Non-Native American Indian College Fund staffer Dina Horwedel, Public Education Director, shares why she is passionate about the Fund’s mission.
In Italy there is saying, la dolce vita, which means “the sweet life.” For Italians this means food, friendship, laughter, and love. But in 1900, my Italian great-grandfather, who was 19 years old, stepped on board the Stella Bruz and headed for America in search of the sweet life that had eluded him in Calabria, Italy, which had been his home for his 19 years.
Growing up in poverty, my great-grandfather had never attended school, never learned to read or write in his own language, and labored as a “dirt farmer” in the parched soil of southern Italy. With no future in sight, he set out for America for a better life for himself and his family.
My grandfather migrated west to Ohio after passing through Ellis Island, and settled in Ohio, where he met another Italian, married, and raised a family through the Great Depression.
Although he had a job working as a laborer on the railroad, things were tight with seven children.
Although he never learned to read or write, my grandfather was wise. He used to tell me as a little girl, “Go to school, don’t be a dumba-bell like me!” And so, I did. While in school I learned that I loved telling stories, just like my great-grandpa, but with the gift of an education, I could write those stories down on paper. From an early age I started writing stories, newspaper articles, and books. When I was in third grade a teacher asked me what I wanted to be when I grew up. I responded, “an author.”
I graduated from high school and became the first person in my family to earn a college degree, and then first person to go on and graduate from law school. To this day I earn my living through my writing. My husband, in a nod to my ancestry and my passion for storytelling, gave me a handcrafted pen from Florence, called La Dolce Vita. Because of my grandfather’s sacrifice in coming to America, I am able to have the sweet life. I often joke that I am “living la dolce vita in the land of Velveeta.”
To my great-grandfather, America was a land of promise and opportunity. He passed on six months shy of 100 years old in 1987. I think my grandfather would have been surprised if not shocked to learn that for the original Americans, America was not a place of opportunity.
Many American Indians live in poverty. According to U.S. Census Bureau figures, nearly 26% percent of all American Indians and Alaska Natives live below the poverty line, contrasted with a national poverty rate of 12.4%. The gap is even larger for people living on reservations with limited economic opportunities, with 51% of the population living below the poverty line. And even though the nation’s poverty rate dropped from 11.8% in 1999 to 11.3 % in 2000 (the lowest in 21 years), American Indian’s and Alaska Native’s poverty rate did not drop.
In addition, the educational opportunities my great-grandfather my great-grandfather urged me to take advantage of are scarce amongst American Indian populations. In 2000, the proportion of people aged 25 and over who had completed high school or more education comprised 11 percent of the American Indian and Alaska Native population.
It isn’t just my great-grandfather that would have been shocked: it wasn’t until law school, when I was studying Indian law, when I learned about the political, social, health, economic, and educational inequities that American Indians have endured for centuries. I think about how lucky I am to have had a wise great-grandfather that wanted a better life for me, and I know the grandmothers and grandfathers of American Indians want and wanted the same, but the circumstances were much different.
That is why I am proud to work for the American Indian College Fund. I am not American Indian, although I am native in that I was born in this country because of my great-grandfather. My personal mission is to have my work help American Indians get a piece of la dolce vita—the sweet life—that education brings and that every person deserves, so that they, too can share and preserve their stories.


◆ WORK INSTRUCTIONS ◆
With pictures omitted, output the records below exactly as they appear.

◆ SUPPLIED DATA ◆
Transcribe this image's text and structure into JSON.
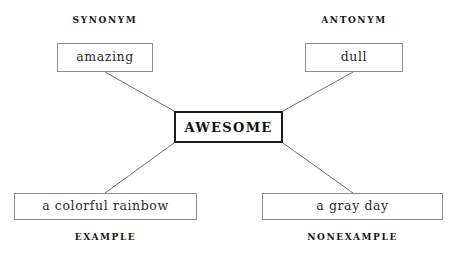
{
  "diagram": {
    "type": "word-map",
    "center": {
      "label": "AWESOME"
    },
    "quadrants": [
      {
        "key": "synonym",
        "heading": "SYNONYM",
        "value": "amazing",
        "position": "top-left"
      },
      {
        "key": "antonym",
        "heading": "ANTONYM",
        "value": "dull",
        "position": "top-right"
      },
      {
        "key": "example",
        "heading": "EXAMPLE",
        "value": "a colorful rainbow",
        "position": "bottom-left"
      },
      {
        "key": "nonexample",
        "heading": "NONEXAMPLE",
        "value": "a gray day",
        "position": "bottom-right"
      }
    ],
    "colors": {
      "background": "#ffffff",
      "box_border": "#8c8c8c",
      "center_border": "#1c1c1c",
      "connector": "#6f6f6f",
      "text": "#1a1a1a"
    },
    "connectors": [
      {
        "from": "synonym",
        "to": "center",
        "x1": 105,
        "y1": 72,
        "x2": 174,
        "y2": 111
      },
      {
        "from": "antonym",
        "to": "center",
        "x1": 353,
        "y1": 72,
        "x2": 283,
        "y2": 111
      },
      {
        "from": "example",
        "to": "center",
        "x1": 105,
        "y1": 193,
        "x2": 174,
        "y2": 143
      },
      {
        "from": "nonexample",
        "to": "center",
        "x1": 353,
        "y1": 193,
        "x2": 283,
        "y2": 143
      }
    ]
  }
}
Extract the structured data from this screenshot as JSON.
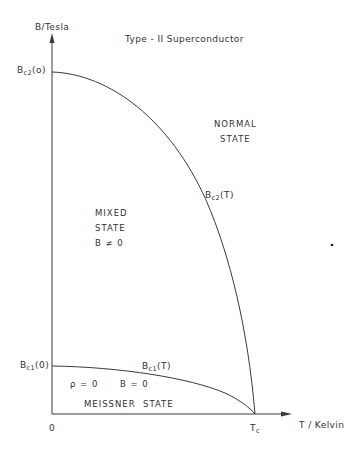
{
  "title": "Type - II Superconductor",
  "axes": {
    "y_label": "B/Tesla",
    "x_label": "T / Kelvin",
    "origin_label": "0",
    "tc_label": {
      "main": "T",
      "sub": "c"
    }
  },
  "y_ticks": {
    "bc2_zero": {
      "main": "B",
      "sub": "c2",
      "suffix": "(o)"
    },
    "bc1_zero": {
      "main": "B",
      "sub": "c1",
      "suffix": "(0)"
    }
  },
  "curves": {
    "bc2": {
      "main": "B",
      "sub": "c2",
      "suffix": "(T)"
    },
    "bc1": {
      "main": "B",
      "sub": "c1",
      "suffix": "(T)"
    }
  },
  "regions": {
    "normal": {
      "line1": "NORMAL",
      "line2": "STATE"
    },
    "mixed": {
      "line1": "MIXED",
      "line2": "STATE",
      "line3": "B ≠ 0"
    },
    "meissner": {
      "rho": "ρ = 0",
      "b": "B = 0",
      "name": "MEISSNER  STATE"
    }
  },
  "colors": {
    "line": "#3a3a3a",
    "text": "#333333",
    "background": "#ffffff"
  }
}
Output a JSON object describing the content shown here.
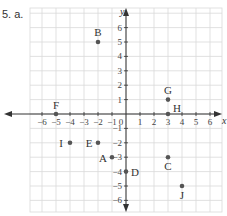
{
  "problem": {
    "label": "5. a."
  },
  "chart_data": {
    "type": "scatter",
    "title": "",
    "xlabel": "x",
    "ylabel": "y",
    "xlim": [
      -6,
      6
    ],
    "ylim": [
      -6,
      6
    ],
    "grid": true,
    "x_ticks": [
      -6,
      -5,
      -4,
      -3,
      -2,
      -1,
      1,
      2,
      3,
      4,
      5,
      6
    ],
    "y_ticks": [
      -6,
      -5,
      -4,
      -3,
      -2,
      -1,
      1,
      2,
      3,
      4,
      5,
      6
    ],
    "origin_label": "0",
    "points": [
      {
        "name": "A",
        "x": -1,
        "y": -3
      },
      {
        "name": "B",
        "x": -2,
        "y": 5
      },
      {
        "name": "C",
        "x": 3,
        "y": -3
      },
      {
        "name": "D",
        "x": 0,
        "y": -4
      },
      {
        "name": "E",
        "x": -2,
        "y": -2
      },
      {
        "name": "F",
        "x": -5,
        "y": 0
      },
      {
        "name": "G",
        "x": 3,
        "y": 1
      },
      {
        "name": "H",
        "x": 3,
        "y": 0
      },
      {
        "name": "I",
        "x": -4,
        "y": -2
      },
      {
        "name": "J",
        "x": 4,
        "y": -5
      }
    ]
  },
  "colors": {
    "grid": "#d9d9d9",
    "axis": "#333333",
    "point": "#555555"
  }
}
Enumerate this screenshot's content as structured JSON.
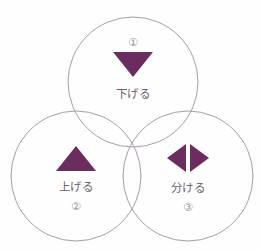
{
  "diagram": {
    "title": "",
    "type": "venn-three-circle",
    "colors": {
      "accent": "#6b2d5f",
      "accent_dark": "#5c2751",
      "circle_stroke": "#a99aae",
      "label_text": "#6e5f73",
      "number_text": "#9b92a6",
      "background": "#fefefe"
    },
    "circles": [
      {
        "id": "top",
        "cx": 133,
        "cy": 82,
        "r": 65
      },
      {
        "id": "left",
        "cx": 76,
        "cy": 176,
        "r": 65
      },
      {
        "id": "right",
        "cx": 188,
        "cy": 176,
        "r": 65
      }
    ],
    "groups": [
      {
        "id": "top",
        "number": "①",
        "icon": "triangle-down-icon",
        "label": "下げる",
        "order": [
          "number",
          "icon",
          "label"
        ]
      },
      {
        "id": "left",
        "number": "②",
        "icon": "triangle-up-icon",
        "label": "上げる",
        "order": [
          "icon",
          "label",
          "number"
        ]
      },
      {
        "id": "right",
        "number": "③",
        "icon": "split-arrows-icon",
        "label": "分ける",
        "order": [
          "icon",
          "label",
          "number"
        ]
      }
    ]
  }
}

◆ SOLUTION ◆
Transcribe this image's text and structure into JSON.
{
  "diagram": {
    "type": "word-map",
    "center": {
      "label": "AWESOME"
    },
    "quadrants": [
      {
        "key": "synonym",
        "heading": "SYNONYM",
        "value": "amazing",
        "position": "top-left"
      },
      {
        "key": "antonym",
        "heading": "ANTONYM",
        "value": "dull",
        "position": "top-right"
      },
      {
        "key": "example",
        "heading": "EXAMPLE",
        "value": "a colorful rainbow",
        "position": "bottom-left"
      },
      {
        "key": "nonexample",
        "heading": "NONEXAMPLE",
        "value": "a gray day",
        "position": "bottom-right"
      }
    ],
    "colors": {
      "background": "#ffffff",
      "box_border": "#8c8c8c",
      "center_border": "#1c1c1c",
      "connector": "#6f6f6f",
      "text": "#1a1a1a"
    },
    "connectors": [
      {
        "from": "synonym",
        "to": "center",
        "x1": 105,
        "y1": 72,
        "x2": 174,
        "y2": 111
      },
      {
        "from": "antonym",
        "to": "center",
        "x1": 353,
        "y1": 72,
        "x2": 283,
        "y2": 111
      },
      {
        "from": "example",
        "to": "center",
        "x1": 105,
        "y1": 193,
        "x2": 174,
        "y2": 143
      },
      {
        "from": "nonexample",
        "to": "center",
        "x1": 353,
        "y1": 193,
        "x2": 283,
        "y2": 143
      }
    ]
  }
}
Extract the structured data from this screenshot as JSON.
{
  "title": "Type - II Superconductor",
  "axes": {
    "y_label": "B/Tesla",
    "x_label": "T / Kelvin",
    "origin_label": "0",
    "tc_label": {
      "main": "T",
      "sub": "c"
    }
  },
  "y_ticks": {
    "bc2_zero": {
      "main": "B",
      "sub": "c2",
      "suffix": "(o)"
    },
    "bc1_zero": {
      "main": "B",
      "sub": "c1",
      "suffix": "(0)"
    }
  },
  "curves": {
    "bc2": {
      "main": "B",
      "sub": "c2",
      "suffix": "(T)"
    },
    "bc1": {
      "main": "B",
      "sub": "c1",
      "suffix": "(T)"
    }
  },
  "regions": {
    "normal": {
      "line1": "NORMAL",
      "line2": "STATE"
    },
    "mixed": {
      "line1": "MIXED",
      "line2": "STATE",
      "line3": "B ≠ 0"
    },
    "meissner": {
      "rho": "ρ = 0",
      "b": "B = 0",
      "name": "MEISSNER  STATE"
    }
  },
  "colors": {
    "line": "#3a3a3a",
    "text": "#333333",
    "background": "#ffffff"
  }
}
Output a JSON object describing the content shown here.
{
  "problem": {
    "label": "5. a."
  },
  "chart_data": {
    "type": "scatter",
    "title": "",
    "xlabel": "x",
    "ylabel": "y",
    "xlim": [
      -6,
      6
    ],
    "ylim": [
      -6,
      6
    ],
    "grid": true,
    "x_ticks": [
      -6,
      -5,
      -4,
      -3,
      -2,
      -1,
      1,
      2,
      3,
      4,
      5,
      6
    ],
    "y_ticks": [
      -6,
      -5,
      -4,
      -3,
      -2,
      -1,
      1,
      2,
      3,
      4,
      5,
      6
    ],
    "origin_label": "0",
    "points": [
      {
        "name": "A",
        "x": -1,
        "y": -3
      },
      {
        "name": "B",
        "x": -2,
        "y": 5
      },
      {
        "name": "C",
        "x": 3,
        "y": -3
      },
      {
        "name": "D",
        "x": 0,
        "y": -4
      },
      {
        "name": "E",
        "x": -2,
        "y": -2
      },
      {
        "name": "F",
        "x": -5,
        "y": 0
      },
      {
        "name": "G",
        "x": 3,
        "y": 1
      },
      {
        "name": "H",
        "x": 3,
        "y": 0
      },
      {
        "name": "I",
        "x": -4,
        "y": -2
      },
      {
        "name": "J",
        "x": 4,
        "y": -5
      }
    ]
  },
  "colors": {
    "grid": "#d9d9d9",
    "axis": "#333333",
    "point": "#555555"
  }
}
Enumerate this screenshot's content as structured JSON.
{
  "diagram": {
    "title": "",
    "type": "venn-three-circle",
    "colors": {
      "accent": "#6b2d5f",
      "accent_dark": "#5c2751",
      "circle_stroke": "#a99aae",
      "label_text": "#6e5f73",
      "number_text": "#9b92a6",
      "background": "#fefefe"
    },
    "circles": [
      {
        "id": "top",
        "cx": 133,
        "cy": 82,
        "r": 65
      },
      {
        "id": "left",
        "cx": 76,
        "cy": 176,
        "r": 65
      },
      {
        "id": "right",
        "cx": 188,
        "cy": 176,
        "r": 65
      }
    ],
    "groups": [
      {
        "id": "top",
        "number": "①",
        "icon": "triangle-down-icon",
        "label": "下げる",
        "order": [
          "number",
          "icon",
          "label"
        ]
      },
      {
        "id": "left",
        "number": "②",
        "icon": "triangle-up-icon",
        "label": "上げる",
        "order": [
          "icon",
          "label",
          "number"
        ]
      },
      {
        "id": "right",
        "number": "③",
        "icon": "split-arrows-icon",
        "label": "分ける",
        "order": [
          "icon",
          "label",
          "number"
        ]
      }
    ]
  }
}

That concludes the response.